Lab Safety Guidelines

There is a great need to examine and reevaluate the safety procedures in a lab, especially if you happen to be more than just a simple lab assistant. Lab managers will need to consider this task carefully if they want safety to be a primary concern, especially when handling hazardous materials. There are plenty of cleaning companies that have certification as professional cleaners, going far beyond the usual house cleaning, office cleaning, carpet cleaning and the like and well into the area of laboratory cleanup, biohazard cleanup and more. Proper routines and rules must be observed if you want to succeed at keep the lab safe. The following tips will give you a few ideas you can use in your daily work:

Lab Safety Guidelines

• No drinks and food in the lab
This is pretty commonplace in most areas, but it also happens to be one of the things people find hardest to deal with. Everyone happens to enjoy a refreshing drink of cold water or coffee at work, but removing food and drinks from the lab will have multiple great benefits. First of all it will reduce the available distractions, so fewer things will go wrong. When performing really important and sensitive tasks, every distraction is a serious problem, especially when handling hazardous materials and substances. The risk of contamination in such areas jumps exponentially since such items can bring bacteria from the outside or may become carriers of contaminants from within the lab environment itself.

• Partnering up
A lot of times experiments can only be done right by sharing duties with a partner. Working in teams has a great advantage over working alone, obviously – you will have another set of eyes looking out for you when something goes wrong. Human error is not something that can be avoided – people get tired, mistakes are made and so forth, but in certain conditions mistakes cost lives, so working as part of a team requires people looking out for each other.

• Warning sign usage
Anything that you know for sure is dangerous should be labeled as such, whether with the appropriate sign or by using the NFPA 704 “fire diamond” to denote the type of danger faced by handling the materials or substance in question. You should also consider the OSHA guidelines or similar ones in your country. Trip hazards, high decibel noises, circuit breakers and more will need to be clearly marked so lab members will be fully aware of what they’re dealing with.

• Proper Safety Equipment
Maintaining your budget is very important for any laboratory out there, but you will also need to setup a good budget for safety and a safety plan. When you need to draft a new budget or you plan on revisiting your current one, you would do well to consider extra funds for safety equipment, such as eye wash stations, goggles, safety glasses, ear plugs, lab coats, protective gloves, fire safety and a whole lot more. You should also consider setting up a budget for proper safety training for all experienced and new lab members as well to drill in procedures in case of emergencies and accidents.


■ **YOUR GOAL**: Check every line below for the word "some" and copy each one that has it.

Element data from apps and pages
★ ★ ★ ★ ★ ★ ★

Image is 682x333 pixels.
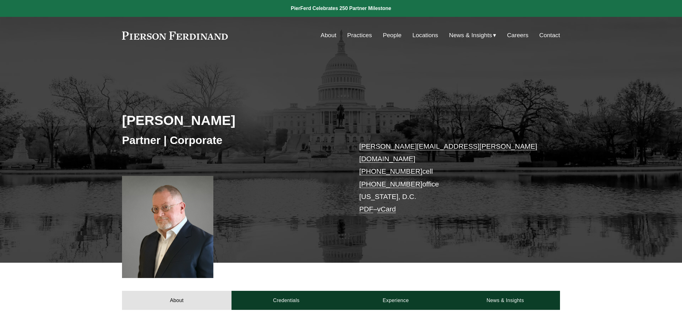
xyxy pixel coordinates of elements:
a: [PHONE_NUMBER] [359,168,422,175]
a: PDF [359,205,373,213]
h2: [PERSON_NAME] [122,112,341,128]
a: [PERSON_NAME][EMAIL_ADDRESS][PERSON_NAME][DOMAIN_NAME] [359,143,537,163]
a: Experience [341,291,450,310]
a: [PHONE_NUMBER] [359,180,422,188]
a: Contact [539,29,560,41]
a: Locations [412,29,438,41]
a: About [122,291,231,310]
a: folder dropdown [449,29,496,41]
a: vCard [377,205,396,213]
a: Careers [507,29,528,41]
a: About [320,29,336,41]
h3: Partner | Corporate [122,134,341,147]
a: Credentials [231,291,341,310]
span: News & Insights [449,30,492,41]
p: cell office [US_STATE], D.C. – [359,140,541,216]
a: Practices [347,29,372,41]
a: People [383,29,401,41]
a: News & Insights [450,291,560,310]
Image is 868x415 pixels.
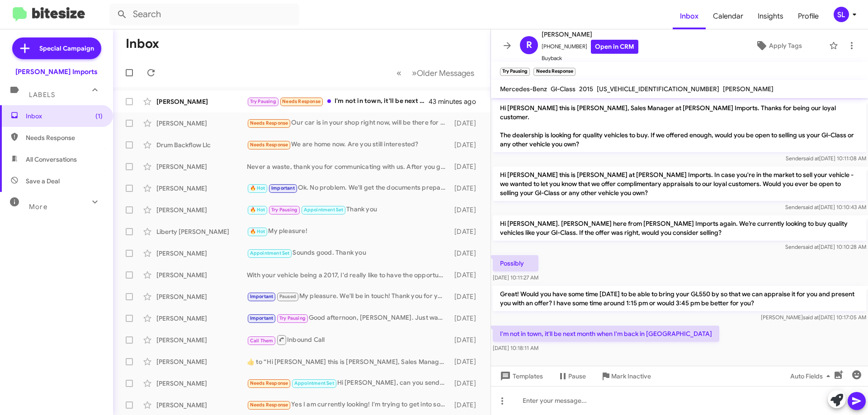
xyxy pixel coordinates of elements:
[247,292,450,301] div: My pleasure. We'll be in touch! Thank you for your time and have a great day!
[493,345,539,352] span: [DATE] 10:18:11 AM
[500,85,547,93] span: Mercedes-Benz
[493,286,866,311] p: Great! Would you have some time [DATE] to be able to bring your GL550 by so that we can appraise ...
[156,357,247,366] div: [PERSON_NAME]
[156,271,247,280] div: [PERSON_NAME]
[672,3,706,29] a: Inbox
[450,335,483,345] div: [DATE]
[156,379,247,388] div: [PERSON_NAME]
[156,184,247,193] div: [PERSON_NAME]
[493,100,866,153] p: Hi [PERSON_NAME] this is [PERSON_NAME], Sales Manager at [PERSON_NAME] Imports. Thanks for being ...
[498,368,543,384] span: Templates
[279,315,305,321] span: Try Pausing
[156,119,247,128] div: [PERSON_NAME]
[247,204,450,215] div: Thank you
[790,368,833,384] span: Auto Fields
[533,68,575,76] small: Needs Response
[783,368,841,384] button: Auto Fields
[247,96,429,107] div: I'm not in town, it'll be next month when I'm back in [GEOGRAPHIC_DATA]
[156,314,247,323] div: [PERSON_NAME]
[279,294,296,299] span: Paused
[156,249,247,258] div: [PERSON_NAME]
[247,378,450,389] div: Hi [PERSON_NAME], can you send me some pics of a [PERSON_NAME]-350 2015 you have and confirm if i...
[272,185,295,191] span: Important
[803,314,818,321] span: said at
[450,379,483,388] div: [DATE]
[250,294,274,299] span: Important
[15,68,98,77] div: [PERSON_NAME] Imports
[26,111,102,120] span: Inbox
[247,313,450,323] div: Good afternoon, [PERSON_NAME]. Just wanted to check in with you to see if you've had an opportuni...
[391,64,480,82] nav: Page navigation example
[250,315,274,321] span: Important
[282,98,320,105] span: Needs Response
[542,54,639,63] span: Buyback
[450,292,483,301] div: [DATE]
[493,216,866,241] p: Hi [PERSON_NAME]. [PERSON_NAME] here from [PERSON_NAME] Imports again. We’re currently looking to...
[491,368,550,384] button: Templates
[156,141,247,150] div: Drum Backflow Llc
[568,368,586,384] span: Pause
[493,274,539,281] span: [DATE] 10:11:27 AM
[250,380,288,386] span: Needs Response
[396,68,402,79] span: «
[156,97,247,106] div: [PERSON_NAME]
[803,244,818,250] span: said at
[706,3,751,29] a: Calendar
[247,357,450,366] div: ​👍​ to “ Hi [PERSON_NAME] this is [PERSON_NAME], Sales Manager at [PERSON_NAME] Imports. Thanks f...
[493,256,539,271] p: Possibly
[450,162,483,171] div: [DATE]
[29,91,55,99] span: Labels
[551,85,575,93] span: Gl-Class
[611,368,651,384] span: Mark Inactive
[493,167,866,201] p: Hi [PERSON_NAME] this is [PERSON_NAME] at [PERSON_NAME] Imports. In case you're in the market to ...
[526,38,532,53] span: R
[26,133,102,142] span: Needs Response
[579,85,593,93] span: 2015
[450,184,483,193] div: [DATE]
[751,3,791,29] a: Insights
[247,271,450,280] div: With your vehicle being a 2017, I'd really like to have the opportunity to take a look at it in p...
[250,98,276,105] span: Try Pausing
[156,292,247,301] div: [PERSON_NAME]
[156,401,247,410] div: [PERSON_NAME]
[250,120,288,126] span: Needs Response
[26,155,77,164] span: All Conversations
[493,326,719,342] p: I'm not in town, it'll be next month when I'm back in [GEOGRAPHIC_DATA]
[411,68,417,79] span: »
[450,271,483,280] div: [DATE]
[593,368,658,384] button: Mark Inactive
[769,38,802,54] span: Apply Tags
[26,177,59,186] span: Save a Deal
[272,207,297,213] span: Try Pausing
[450,314,483,323] div: [DATE]
[247,248,450,259] div: Sounds good. Thank you
[791,3,826,29] a: Profile
[250,229,266,235] span: 🔥 Hot
[590,40,639,54] a: Open in CRM
[391,64,407,82] button: Previous
[803,155,819,162] span: said at
[450,119,483,128] div: [DATE]
[250,207,266,213] span: 🔥 Hot
[500,68,530,76] small: Try Pausing
[247,183,450,193] div: Ok. No problem. We'll get the documents prepared and have them sent out as soon as possible. Than...
[29,203,47,211] span: More
[542,40,639,54] span: [PHONE_NUMBER]
[156,205,247,214] div: [PERSON_NAME]
[250,338,274,344] span: Call Them
[785,204,866,211] span: Sender [DATE] 10:10:43 AM
[247,162,450,171] div: Never a waste, thank you for communicating with us. After you get your credit repaired feel free ...
[96,111,102,120] span: (1)
[294,380,334,386] span: Appointment Set
[723,85,773,93] span: [PERSON_NAME]
[126,37,159,51] h1: Inbox
[247,335,450,346] div: Inbound Call
[542,29,639,40] span: [PERSON_NAME]
[250,185,266,191] span: 🔥 Hot
[785,244,866,250] span: Sender [DATE] 10:10:28 AM
[732,38,824,54] button: Apply Tags
[429,97,483,106] div: 43 minutes ago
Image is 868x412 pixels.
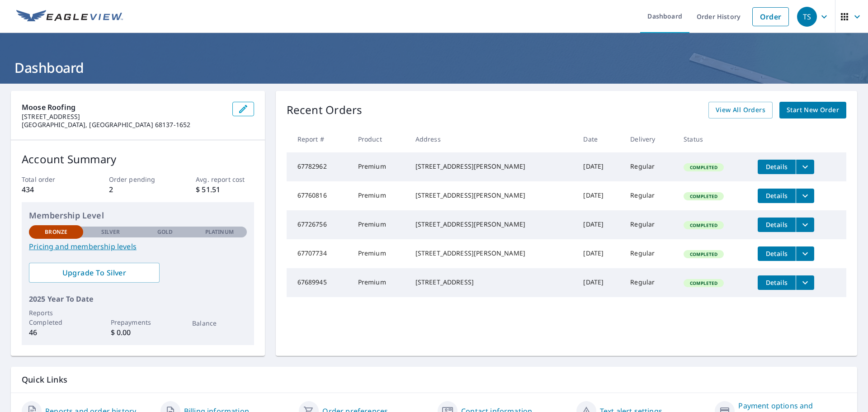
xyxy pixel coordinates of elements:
[416,248,570,258] div: [STREET_ADDRESS][PERSON_NAME]
[758,159,796,174] button: detailsBtn-67782962
[157,228,173,236] p: Gold
[763,249,790,258] span: Details
[21,112,225,121] p: [STREET_ADDRESS]
[787,105,840,116] span: Start New Order
[29,307,83,327] p: Reports Completed
[684,250,723,257] span: Completed
[196,174,253,184] p: Avg. report cost
[796,189,815,203] button: filesDropdownBtn-67760816
[758,189,796,203] button: detailsBtn-67760816
[21,151,254,167] p: Account Summary
[29,293,247,304] p: 2025 Year To Date
[796,217,815,232] button: filesDropdownBtn-67726756
[576,268,623,297] td: [DATE]
[416,162,570,171] div: [STREET_ADDRESS][PERSON_NAME]
[351,126,408,152] th: Product
[205,228,234,236] p: Platinum
[576,210,623,239] td: [DATE]
[623,126,676,152] th: Delivery
[623,152,676,181] td: Regular
[416,220,570,228] div: [STREET_ADDRESS][PERSON_NAME]
[684,193,723,199] span: Completed
[351,268,408,297] td: Premium
[758,246,796,260] button: detailsBtn-67707734
[763,220,790,228] span: Details
[196,184,253,195] p: $ 51.51
[287,210,351,239] td: 67726756
[192,318,246,327] p: Balance
[351,152,408,181] td: Premium
[796,246,815,260] button: filesDropdownBtn-67707734
[758,275,796,290] button: detailsBtn-67689945
[21,121,225,129] p: [GEOGRAPHIC_DATA], [GEOGRAPHIC_DATA] 68137-1652
[287,181,351,210] td: 67760816
[29,327,83,337] p: 46
[684,164,723,170] span: Completed
[101,228,120,236] p: Silver
[111,317,165,327] p: Prepayments
[780,102,847,118] a: Start New Order
[684,280,723,286] span: Completed
[623,181,676,210] td: Regular
[21,174,80,184] p: Total order
[684,222,723,228] span: Completed
[798,7,817,26] div: TS
[287,102,362,118] p: Recent Orders
[416,191,570,200] div: [STREET_ADDRESS][PERSON_NAME]
[287,268,351,297] td: 67689945
[29,209,247,221] p: Membership Level
[21,374,847,385] p: Quick Links
[351,181,408,210] td: Premium
[796,275,815,290] button: filesDropdownBtn-67689945
[109,174,167,184] p: Order pending
[351,239,408,268] td: Premium
[763,191,790,200] span: Details
[753,7,789,26] a: Order
[763,162,790,171] span: Details
[29,263,160,282] a: Upgrade To Silver
[623,239,676,268] td: Regular
[676,126,751,152] th: Status
[29,241,247,252] a: Pricing and membership levels
[16,10,123,23] img: EV Logo
[576,126,623,152] th: Date
[45,228,68,236] p: Bronze
[576,239,623,268] td: [DATE]
[36,268,152,278] span: Upgrade To Silver
[758,217,796,232] button: detailsBtn-67726756
[716,105,765,116] span: View All Orders
[416,278,570,287] div: [STREET_ADDRESS]
[21,102,225,112] p: Moose Roofing
[708,102,773,118] a: View All Orders
[623,268,676,297] td: Regular
[287,126,351,152] th: Report #
[623,210,676,239] td: Regular
[576,181,623,210] td: [DATE]
[287,152,351,181] td: 67782962
[111,327,165,337] p: $ 0.00
[576,152,623,181] td: [DATE]
[109,184,167,195] p: 2
[408,126,577,152] th: Address
[11,58,857,77] h1: Dashboard
[351,210,408,239] td: Premium
[287,239,351,268] td: 67707734
[763,278,790,287] span: Details
[796,159,815,174] button: filesDropdownBtn-67782962
[21,184,80,195] p: 434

★ ★ ★ ★ ★ ★ ★

■ **TASK ANSWER**:
[493,286,866,311] p: Great! Would you have some time [DATE] to be able to bring your GL550 by so that we can appraise ...
[247,378,450,389] div: Hi [PERSON_NAME], can you send me some pics of a [PERSON_NAME]-350 2015 you have and confirm if i...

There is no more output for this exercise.